Agreed: in Christopher's case, one senses, naked life and exposed life tended to coincide. His seems to have been a fragile life tout court, or even a life devoted to fragility right from the start, if it is true that even as a child he 'cried when he saw' the soap bubbles 'that were half-tightened to the table/waiting to burst, to disappear'. Not that he wasn't also happy, Christopher: it's that 'happy and unhappy' he was 'equally so'. Inhabiting him, according to Bianchi (whose sensibility has always been characterised by a skin-deep sensitivity), was 'the fear/of carrying within himself every hope,/the seeds of a purer life./Unless it was fear of himself/that forced him to retreat/to a mere survival'. But in the case of Pazzi and Napoleon, the choice could have been different: and yet the one, Pazzi, we see here portrayed in bed, 'as he sank into his shroud/wearing only a polo shirt/salvaged, but still Lacoste'; the other, Napoleon, in the moment of solitude rather than glory - or rather in that of awareness that 'a soldier is only a man and that a man is not only a soldier'. As if to remind us that, in the face of History, in reality there is no difference between the humble and the powerful: the deeds of kings, as Carlo Ginzburg observed, in the end count as much as the thoughts of the masons of Thebes.

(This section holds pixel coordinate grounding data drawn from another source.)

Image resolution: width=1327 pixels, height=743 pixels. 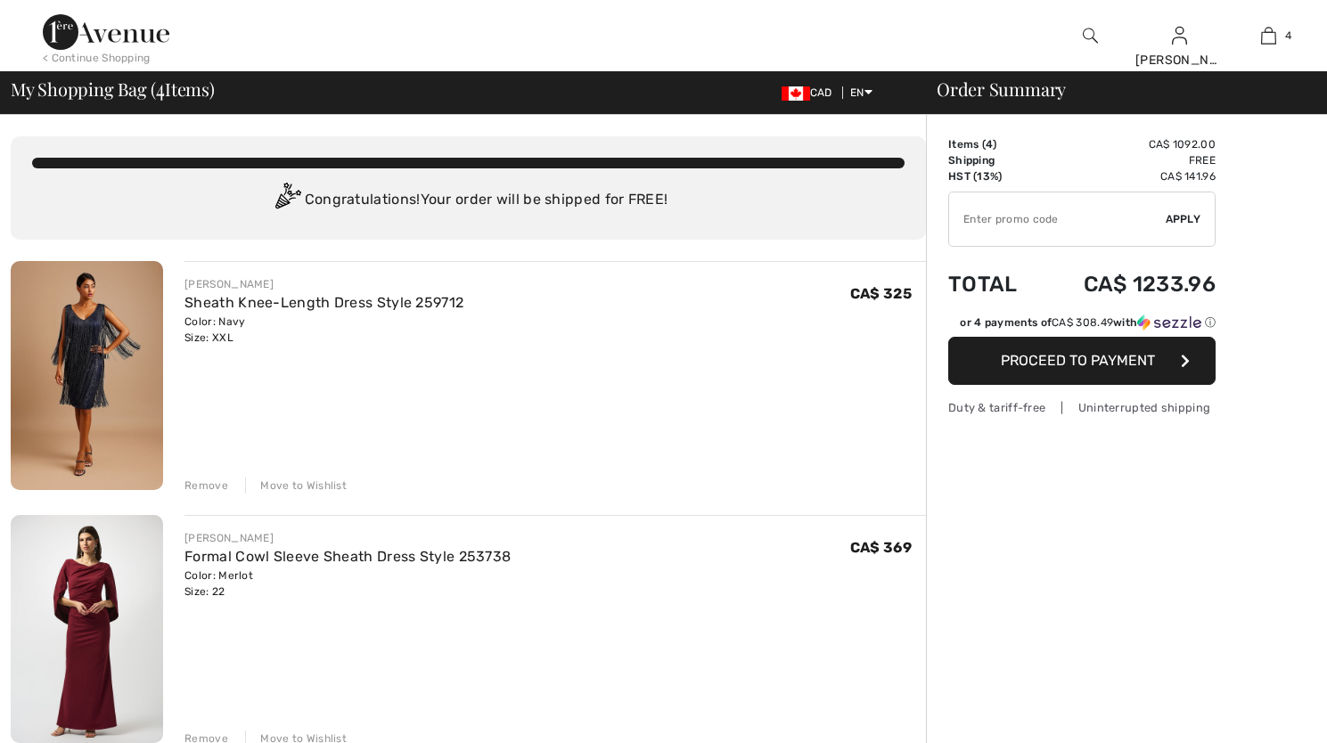 I want to click on span: CA$ 369, so click(x=881, y=547).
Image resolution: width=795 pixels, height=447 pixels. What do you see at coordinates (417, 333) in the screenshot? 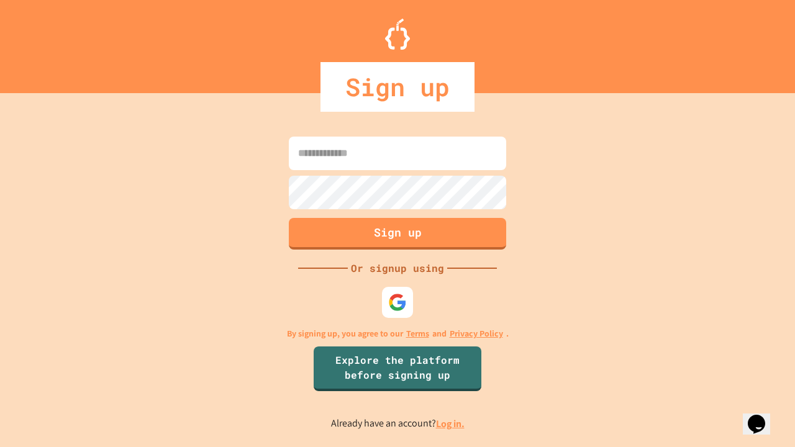
I see `a: Terms` at bounding box center [417, 333].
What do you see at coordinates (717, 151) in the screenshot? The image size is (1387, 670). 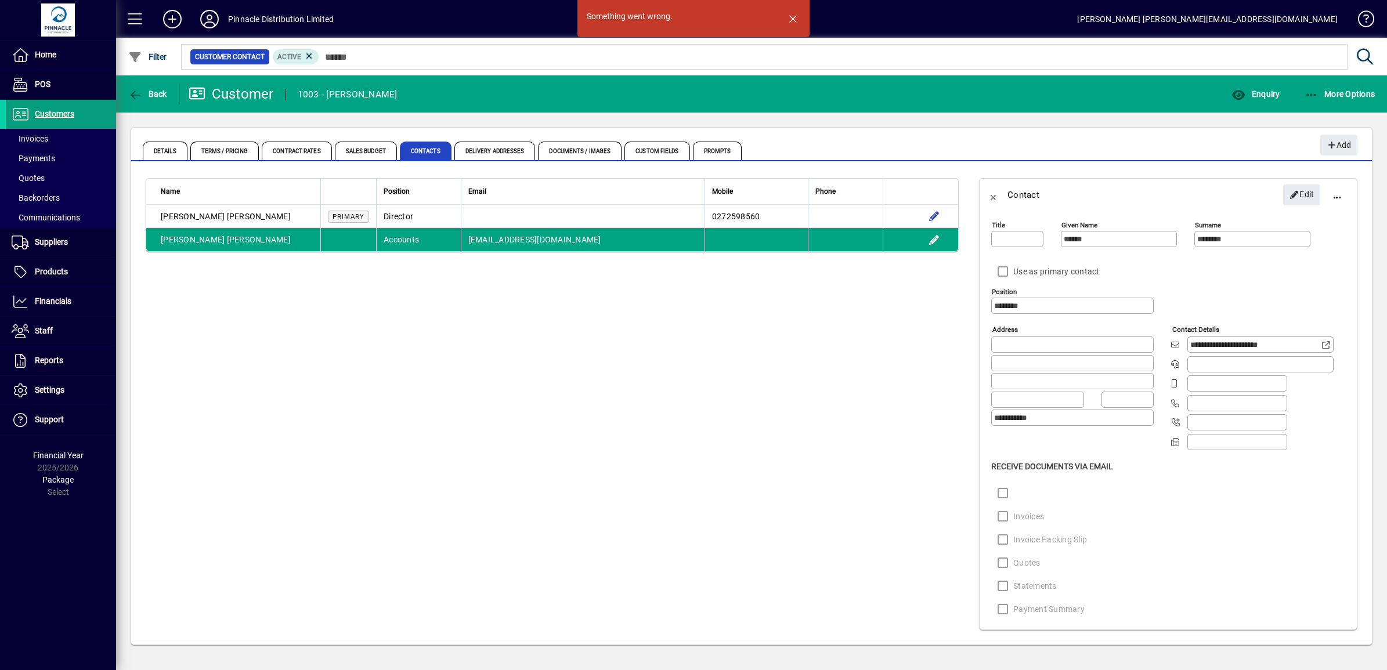 I see `span: Prompts` at bounding box center [717, 151].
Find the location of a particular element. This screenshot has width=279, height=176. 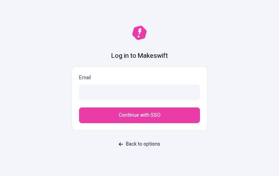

But more than anything else it is a great act of love towards life in all its forms, Christopher. And everything is held in a fourth figure who appears on the scene at the book's close, almost as if to definitively validate its meaning: the figure of the father, 'my father', in turn portrayed through images of weakness, almost of surrender. "He doesn't want to shave anymore and starts to make a fuss", we read in the epilogue lines, "he never takes off his red tie under his blue dressing gown and believes he is Napoleon". He is 'afraid for him', Bianchi, and for all those who cannot 'change course': these are the concluding words.